Four American students who went to Russia for a youth conference are safe back home in the Bay Area after they were detained, interrogated and put on trial for allegedly having "the wrong visas."
Bay Area Students Return After Being Interrogated, Put On Trial In Russia
The four students -- Liana Randazzo, 27, Quyen Ngo, 24, Jennifer Phan, 21, and Sterling Winter, 18 -- were supposed to be in Russia for two weeks for an international leadership conference, as representatives of the California Association of Student Councils. They were attending a closed-session meeting in St. Peterburg when Russian police and immigration officials barged in and demanded to see their visas.
“All of a sudden, all these people flood into the back of the room. And there are police officers, there is a news camera and there are people in really official looking uniforms talking to the director of the program,” Randazzo recalled.
The four were representing the California Association of Student Councils, a nonprofit designed to inspire and cultivate youth leadership.
But instead of another week of meetings with their Russian counterparts, they were detained and interrogated for seven hours under the guise of a passport check.
“We were basically told that we needed to start signing things or we were going to spend the night in the room,” Winter said. “And they purposely pulled us in and they fingerprinted us right next to the jail cells that were super dark and dreary.”
Then they were put on trial and represented by lawyers who don’t speak English. Their translator was a friend of a friend of the prosecutor.
They were put on trial, accused with using their visas for purposes other than what they had marked on their travel documents and having incomplete paperwork. Hardly grounds for setting off an international incident, but the bewildered students found themselves in front of a judge, facing the possibility of imprisonment. It became clear to the group that their detainment was about something bigger than mere visa violations:
The only way the group could go home was when a judge decided their fate hinged on four choices: he could issue them a warning, a fine, deport them or at worst, jail them.
"It became very clear that this wasn't just about us, that there was a bigger argument being made here," Randazzo said. "We told the truth. We kept it simple. There was a bigger picture that we weren't aware of and didn't understand."
The group's saving grace came from renowned Russian scientist Evgeny Velikhov, founder of a sister program in Russia that partners with the California Association of Student Councils, who flew from Moscow to St. Petersburg to testify on the group's behalf. They were ultimately fined $100 each for improper documentation.
What the heck happened? Why was this group singled out and prosecuted? Nobody really seems to know.
The students actually had another week of scheduled meetings, but it was decided they were better off just getting the heck out of Russia immediately. They arrived back in San Francisco on Tuesday.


*WHAT TO WORK ON*. All of the entries, apart from their pictures, are to be copied verbatim.

═════ EXERCISE INPUTS

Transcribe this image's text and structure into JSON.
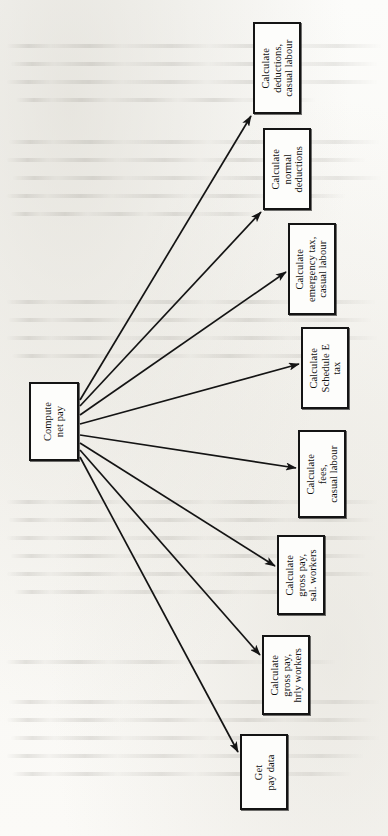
{
  "figure": {
    "caption": "Fig. 3.11 The structure chart",
    "orientation": "rotated-90-ccw",
    "ink_color": "#141414",
    "paper_color": "#fbfbf9"
  },
  "diagram": {
    "type": "structure-chart",
    "root": {
      "id": "compute-net-pay",
      "lines": [
        "Compute",
        "net pay"
      ],
      "x": 29,
      "y": 382,
      "w": 50,
      "h": 79
    },
    "nodes": [
      {
        "id": "calculate-deductions-casual-labour",
        "lines": [
          "Calculate",
          "deductions,",
          "casual labour"
        ],
        "x": 253,
        "y": 22,
        "w": 48,
        "h": 92
      },
      {
        "id": "calculate-normal-deductions",
        "lines": [
          "Calculate",
          "normal",
          "deductions"
        ],
        "x": 263,
        "y": 128,
        "w": 48,
        "h": 82
      },
      {
        "id": "calculate-emergency-tax-casual-labour",
        "lines": [
          "Calculate",
          "emergency tax,",
          "casual labour"
        ],
        "x": 288,
        "y": 223,
        "w": 48,
        "h": 92
      },
      {
        "id": "calculate-schedule-e-tax",
        "lines": [
          "Calculate",
          "Schedule E",
          "tax"
        ],
        "x": 301,
        "y": 327,
        "w": 48,
        "h": 82
      },
      {
        "id": "calculate-fees-casual-labour",
        "lines": [
          "Calculate",
          "fees,",
          "casual labour"
        ],
        "x": 298,
        "y": 430,
        "w": 48,
        "h": 88
      },
      {
        "id": "calculate-gross-pay-sal-workers",
        "lines": [
          "Calculate",
          "gross pay,",
          "sal. workers"
        ],
        "x": 277,
        "y": 535,
        "w": 48,
        "h": 80
      },
      {
        "id": "calculate-gross-pay-hrly-workers",
        "lines": [
          "Calculate",
          "gross pay,",
          "hrly workers"
        ],
        "x": 262,
        "y": 635,
        "w": 48,
        "h": 80
      },
      {
        "id": "get-pay-data",
        "lines": [
          "Get",
          "pay data"
        ],
        "x": 240,
        "y": 734,
        "w": 48,
        "h": 76
      }
    ],
    "arrows": [
      {
        "from": "compute-net-pay",
        "to": "calculate-deductions-casual-labour",
        "x1": 80,
        "y1": 400,
        "x2": 251,
        "y2": 116
      },
      {
        "from": "compute-net-pay",
        "to": "calculate-normal-deductions",
        "x1": 80,
        "y1": 406,
        "x2": 261,
        "y2": 212
      },
      {
        "from": "compute-net-pay",
        "to": "calculate-emergency-tax-casual-labour",
        "x1": 80,
        "y1": 415,
        "x2": 286,
        "y2": 272
      },
      {
        "from": "compute-net-pay",
        "to": "calculate-schedule-e-tax",
        "x1": 80,
        "y1": 424,
        "x2": 299,
        "y2": 364
      },
      {
        "from": "compute-net-pay",
        "to": "calculate-fees-casual-labour",
        "x1": 80,
        "y1": 435,
        "x2": 296,
        "y2": 468
      },
      {
        "from": "compute-net-pay",
        "to": "calculate-gross-pay-sal-workers",
        "x1": 80,
        "y1": 443,
        "x2": 275,
        "y2": 566
      },
      {
        "from": "compute-net-pay",
        "to": "calculate-gross-pay-hrly-workers",
        "x1": 80,
        "y1": 450,
        "x2": 260,
        "y2": 655
      },
      {
        "from": "compute-net-pay",
        "to": "get-pay-data",
        "x1": 80,
        "y1": 457,
        "x2": 238,
        "y2": 752
      }
    ]
  }
}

══════════

*TASK SOLUTION*.
Transcribe this image's text and structure into JSON.
{
  "figure": {
    "caption": "Fig. 3.11 The structure chart",
    "orientation": "rotated-90-ccw",
    "ink_color": "#141414",
    "paper_color": "#fbfbf9"
  },
  "diagram": {
    "type": "structure-chart",
    "root": {
      "id": "compute-net-pay",
      "lines": [
        "Compute",
        "net pay"
      ],
      "x": 29,
      "y": 382,
      "w": 50,
      "h": 79
    },
    "nodes": [
      {
        "id": "calculate-deductions-casual-labour",
        "lines": [
          "Calculate",
          "deductions,",
          "casual labour"
        ],
        "x": 253,
        "y": 22,
        "w": 48,
        "h": 92
      },
      {
        "id": "calculate-normal-deductions",
        "lines": [
          "Calculate",
          "normal",
          "deductions"
        ],
        "x": 263,
        "y": 128,
        "w": 48,
        "h": 82
      },
      {
        "id": "calculate-emergency-tax-casual-labour",
        "lines": [
          "Calculate",
          "emergency tax,",
          "casual labour"
        ],
        "x": 288,
        "y": 223,
        "w": 48,
        "h": 92
      },
      {
        "id": "calculate-schedule-e-tax",
        "lines": [
          "Calculate",
          "Schedule E",
          "tax"
        ],
        "x": 301,
        "y": 327,
        "w": 48,
        "h": 82
      },
      {
        "id": "calculate-fees-casual-labour",
        "lines": [
          "Calculate",
          "fees,",
          "casual labour"
        ],
        "x": 298,
        "y": 430,
        "w": 48,
        "h": 88
      },
      {
        "id": "calculate-gross-pay-sal-workers",
        "lines": [
          "Calculate",
          "gross pay,",
          "sal. workers"
        ],
        "x": 277,
        "y": 535,
        "w": 48,
        "h": 80
      },
      {
        "id": "calculate-gross-pay-hrly-workers",
        "lines": [
          "Calculate",
          "gross pay,",
          "hrly workers"
        ],
        "x": 262,
        "y": 635,
        "w": 48,
        "h": 80
      },
      {
        "id": "get-pay-data",
        "lines": [
          "Get",
          "pay data"
        ],
        "x": 240,
        "y": 734,
        "w": 48,
        "h": 76
      }
    ],
    "arrows": [
      {
        "from": "compute-net-pay",
        "to": "calculate-deductions-casual-labour",
        "x1": 80,
        "y1": 400,
        "x2": 251,
        "y2": 116
      },
      {
        "from": "compute-net-pay",
        "to": "calculate-normal-deductions",
        "x1": 80,
        "y1": 406,
        "x2": 261,
        "y2": 212
      },
      {
        "from": "compute-net-pay",
        "to": "calculate-emergency-tax-casual-labour",
        "x1": 80,
        "y1": 415,
        "x2": 286,
        "y2": 272
      },
      {
        "from": "compute-net-pay",
        "to": "calculate-schedule-e-tax",
        "x1": 80,
        "y1": 424,
        "x2": 299,
        "y2": 364
      },
      {
        "from": "compute-net-pay",
        "to": "calculate-fees-casual-labour",
        "x1": 80,
        "y1": 435,
        "x2": 296,
        "y2": 468
      },
      {
        "from": "compute-net-pay",
        "to": "calculate-gross-pay-sal-workers",
        "x1": 80,
        "y1": 443,
        "x2": 275,
        "y2": 566
      },
      {
        "from": "compute-net-pay",
        "to": "calculate-gross-pay-hrly-workers",
        "x1": 80,
        "y1": 450,
        "x2": 260,
        "y2": 655
      },
      {
        "from": "compute-net-pay",
        "to": "get-pay-data",
        "x1": 80,
        "y1": 457,
        "x2": 238,
        "y2": 752
      }
    ]
  }
}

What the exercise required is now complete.